Drew: Cool, man. I love that perspective. I was wondering what your thoughts were there, especially with there's plenty of discourse around this year's Dove Awards. I'm largely with you. And that's encouraging to hear that from the artist's side, that it felt healthy and centered on Jesus.

Angelo: Oh yeah. It was really cool. At least in my experience it didn't feel like there was ego. It kind of felt like a barbecue or something. I don't know how to explain it. It just felt like a lot of people getting together just to celebrate. It didn't feel like a competition, at least from my point of view. I thought that was really cool.

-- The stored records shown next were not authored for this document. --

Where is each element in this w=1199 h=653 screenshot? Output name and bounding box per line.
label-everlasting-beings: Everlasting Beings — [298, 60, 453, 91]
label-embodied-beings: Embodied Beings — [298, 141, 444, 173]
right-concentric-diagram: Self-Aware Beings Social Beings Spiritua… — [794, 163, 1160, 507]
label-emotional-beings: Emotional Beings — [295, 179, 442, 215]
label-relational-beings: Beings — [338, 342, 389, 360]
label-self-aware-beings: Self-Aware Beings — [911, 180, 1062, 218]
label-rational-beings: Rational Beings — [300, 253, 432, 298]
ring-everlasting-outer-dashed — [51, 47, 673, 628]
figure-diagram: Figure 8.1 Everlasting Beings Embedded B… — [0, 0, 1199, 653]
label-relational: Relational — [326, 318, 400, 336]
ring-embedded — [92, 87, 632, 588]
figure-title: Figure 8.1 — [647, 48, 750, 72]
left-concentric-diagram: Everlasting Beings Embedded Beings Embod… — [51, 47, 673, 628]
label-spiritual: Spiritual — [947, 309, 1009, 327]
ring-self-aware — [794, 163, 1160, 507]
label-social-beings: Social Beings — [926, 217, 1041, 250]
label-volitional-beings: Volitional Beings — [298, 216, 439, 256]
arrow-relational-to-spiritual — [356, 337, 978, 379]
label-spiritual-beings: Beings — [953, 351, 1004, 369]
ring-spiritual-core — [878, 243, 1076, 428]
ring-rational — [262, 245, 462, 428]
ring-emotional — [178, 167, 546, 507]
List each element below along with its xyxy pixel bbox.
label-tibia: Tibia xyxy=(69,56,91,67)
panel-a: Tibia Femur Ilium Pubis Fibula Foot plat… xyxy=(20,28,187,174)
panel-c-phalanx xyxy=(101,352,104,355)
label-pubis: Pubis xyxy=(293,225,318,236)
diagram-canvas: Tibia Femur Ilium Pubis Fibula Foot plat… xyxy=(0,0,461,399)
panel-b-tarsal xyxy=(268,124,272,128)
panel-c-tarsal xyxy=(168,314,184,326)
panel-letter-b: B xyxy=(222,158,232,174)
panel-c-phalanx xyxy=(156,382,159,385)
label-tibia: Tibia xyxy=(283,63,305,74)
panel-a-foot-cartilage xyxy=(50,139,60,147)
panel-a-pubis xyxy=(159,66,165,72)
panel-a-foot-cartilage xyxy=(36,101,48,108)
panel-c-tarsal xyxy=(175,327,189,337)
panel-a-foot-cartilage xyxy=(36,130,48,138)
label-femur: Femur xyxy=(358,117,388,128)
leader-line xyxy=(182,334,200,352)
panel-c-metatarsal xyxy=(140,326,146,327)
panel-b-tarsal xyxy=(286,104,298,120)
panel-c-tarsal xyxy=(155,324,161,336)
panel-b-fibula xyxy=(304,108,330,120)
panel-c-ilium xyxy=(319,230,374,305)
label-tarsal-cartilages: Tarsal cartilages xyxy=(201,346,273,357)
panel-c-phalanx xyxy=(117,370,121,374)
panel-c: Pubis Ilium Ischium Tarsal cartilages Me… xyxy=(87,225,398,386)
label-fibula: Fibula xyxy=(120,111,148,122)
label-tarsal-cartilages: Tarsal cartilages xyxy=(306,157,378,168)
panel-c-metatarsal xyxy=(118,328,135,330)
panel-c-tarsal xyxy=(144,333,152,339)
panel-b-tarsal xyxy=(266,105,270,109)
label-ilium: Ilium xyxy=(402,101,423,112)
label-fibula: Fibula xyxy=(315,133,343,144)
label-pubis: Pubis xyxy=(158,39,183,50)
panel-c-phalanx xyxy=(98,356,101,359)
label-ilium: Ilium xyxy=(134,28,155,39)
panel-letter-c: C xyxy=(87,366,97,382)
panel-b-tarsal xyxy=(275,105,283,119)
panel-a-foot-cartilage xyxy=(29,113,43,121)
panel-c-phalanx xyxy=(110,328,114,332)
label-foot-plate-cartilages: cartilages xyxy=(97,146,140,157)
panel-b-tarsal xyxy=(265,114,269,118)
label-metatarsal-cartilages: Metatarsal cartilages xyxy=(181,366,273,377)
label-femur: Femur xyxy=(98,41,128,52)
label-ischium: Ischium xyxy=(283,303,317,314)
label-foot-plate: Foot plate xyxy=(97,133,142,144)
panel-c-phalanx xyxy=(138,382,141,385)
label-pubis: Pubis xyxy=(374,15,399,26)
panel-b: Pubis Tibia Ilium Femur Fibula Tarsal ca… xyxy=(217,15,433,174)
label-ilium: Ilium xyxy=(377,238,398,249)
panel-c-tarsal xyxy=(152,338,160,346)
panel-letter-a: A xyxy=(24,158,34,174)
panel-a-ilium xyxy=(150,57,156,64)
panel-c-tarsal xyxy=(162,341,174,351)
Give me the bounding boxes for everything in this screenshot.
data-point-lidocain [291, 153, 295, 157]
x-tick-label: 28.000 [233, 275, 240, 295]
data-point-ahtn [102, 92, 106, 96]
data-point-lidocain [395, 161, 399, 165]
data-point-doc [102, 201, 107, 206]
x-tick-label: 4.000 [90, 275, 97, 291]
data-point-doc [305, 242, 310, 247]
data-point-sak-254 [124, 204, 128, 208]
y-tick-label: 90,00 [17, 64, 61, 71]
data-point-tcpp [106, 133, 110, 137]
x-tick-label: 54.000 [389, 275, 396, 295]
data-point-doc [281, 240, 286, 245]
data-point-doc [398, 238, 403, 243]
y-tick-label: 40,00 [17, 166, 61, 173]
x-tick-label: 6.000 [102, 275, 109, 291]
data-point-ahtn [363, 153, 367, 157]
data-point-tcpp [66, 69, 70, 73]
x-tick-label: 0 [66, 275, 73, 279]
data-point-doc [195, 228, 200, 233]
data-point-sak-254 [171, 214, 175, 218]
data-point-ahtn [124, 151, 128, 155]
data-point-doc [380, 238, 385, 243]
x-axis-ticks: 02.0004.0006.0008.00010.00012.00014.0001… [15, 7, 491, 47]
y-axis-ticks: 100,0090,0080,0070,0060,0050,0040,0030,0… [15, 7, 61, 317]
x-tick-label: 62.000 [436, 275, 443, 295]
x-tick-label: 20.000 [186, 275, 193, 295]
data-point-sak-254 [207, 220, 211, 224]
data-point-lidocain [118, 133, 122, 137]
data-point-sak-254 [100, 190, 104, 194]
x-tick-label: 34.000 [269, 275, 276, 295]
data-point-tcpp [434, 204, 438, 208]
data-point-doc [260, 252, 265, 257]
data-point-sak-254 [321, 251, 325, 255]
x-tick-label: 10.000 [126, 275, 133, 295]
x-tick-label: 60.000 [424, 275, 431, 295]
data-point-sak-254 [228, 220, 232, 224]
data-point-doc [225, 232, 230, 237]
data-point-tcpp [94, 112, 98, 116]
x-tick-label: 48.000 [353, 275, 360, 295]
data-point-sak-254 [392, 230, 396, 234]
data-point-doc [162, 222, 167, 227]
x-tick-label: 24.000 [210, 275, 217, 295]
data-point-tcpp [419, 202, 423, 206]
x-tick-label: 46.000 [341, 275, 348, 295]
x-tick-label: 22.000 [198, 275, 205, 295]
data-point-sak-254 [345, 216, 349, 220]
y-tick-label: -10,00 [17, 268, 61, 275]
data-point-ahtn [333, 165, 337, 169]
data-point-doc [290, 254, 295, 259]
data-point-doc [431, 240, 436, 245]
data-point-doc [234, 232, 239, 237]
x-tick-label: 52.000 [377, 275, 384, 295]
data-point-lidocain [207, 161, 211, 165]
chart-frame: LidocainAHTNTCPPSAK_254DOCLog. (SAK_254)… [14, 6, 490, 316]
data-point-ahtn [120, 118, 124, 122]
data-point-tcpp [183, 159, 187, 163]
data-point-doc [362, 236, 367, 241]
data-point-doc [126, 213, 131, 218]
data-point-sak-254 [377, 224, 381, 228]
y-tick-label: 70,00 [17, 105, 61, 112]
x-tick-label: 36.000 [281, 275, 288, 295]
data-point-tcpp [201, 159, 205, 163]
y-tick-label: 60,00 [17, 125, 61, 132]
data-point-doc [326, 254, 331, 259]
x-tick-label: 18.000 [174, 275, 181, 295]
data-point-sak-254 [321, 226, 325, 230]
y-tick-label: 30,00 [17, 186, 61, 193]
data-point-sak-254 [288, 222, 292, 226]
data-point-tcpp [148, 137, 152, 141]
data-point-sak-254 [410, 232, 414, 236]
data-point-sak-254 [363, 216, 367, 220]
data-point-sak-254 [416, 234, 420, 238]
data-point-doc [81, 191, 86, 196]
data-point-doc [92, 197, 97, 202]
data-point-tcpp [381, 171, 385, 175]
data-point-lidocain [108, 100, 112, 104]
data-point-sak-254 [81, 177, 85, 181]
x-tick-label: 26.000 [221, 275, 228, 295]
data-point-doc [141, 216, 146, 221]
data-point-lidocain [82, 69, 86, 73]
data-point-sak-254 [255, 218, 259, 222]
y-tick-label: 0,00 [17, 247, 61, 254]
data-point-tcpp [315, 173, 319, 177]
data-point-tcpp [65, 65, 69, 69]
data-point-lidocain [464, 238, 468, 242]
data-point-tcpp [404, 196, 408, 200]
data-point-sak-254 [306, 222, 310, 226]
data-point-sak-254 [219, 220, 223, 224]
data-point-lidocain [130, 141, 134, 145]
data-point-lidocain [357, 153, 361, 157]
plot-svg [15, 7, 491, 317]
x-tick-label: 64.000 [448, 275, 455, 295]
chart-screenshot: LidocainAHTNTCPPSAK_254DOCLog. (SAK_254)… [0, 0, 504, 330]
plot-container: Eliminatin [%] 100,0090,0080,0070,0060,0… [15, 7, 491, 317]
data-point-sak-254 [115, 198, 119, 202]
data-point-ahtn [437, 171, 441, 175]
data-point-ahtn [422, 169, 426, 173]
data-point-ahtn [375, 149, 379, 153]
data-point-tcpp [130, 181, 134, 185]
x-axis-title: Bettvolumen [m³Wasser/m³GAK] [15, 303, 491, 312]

Drew: Love it, man. Thank you for being willing to take this call. I love what y'all are doing. I think it's very needed and it's connecting and even in this conversation, it feels clear to me that you just love the Lord and want to glorify him with music and are just excited that it's connecting with people.

Drew Kedersha

Drew Kedersha

Drew Kedersha is the founder of The New Wave, a platform highlighting boundary-pushing Christian music. Currently based in Nashville, TN, Drew spends his time writing music, listening to a lot of podcasts, and going to class occasionally. Mostly, he just wants the good stuff to get heard.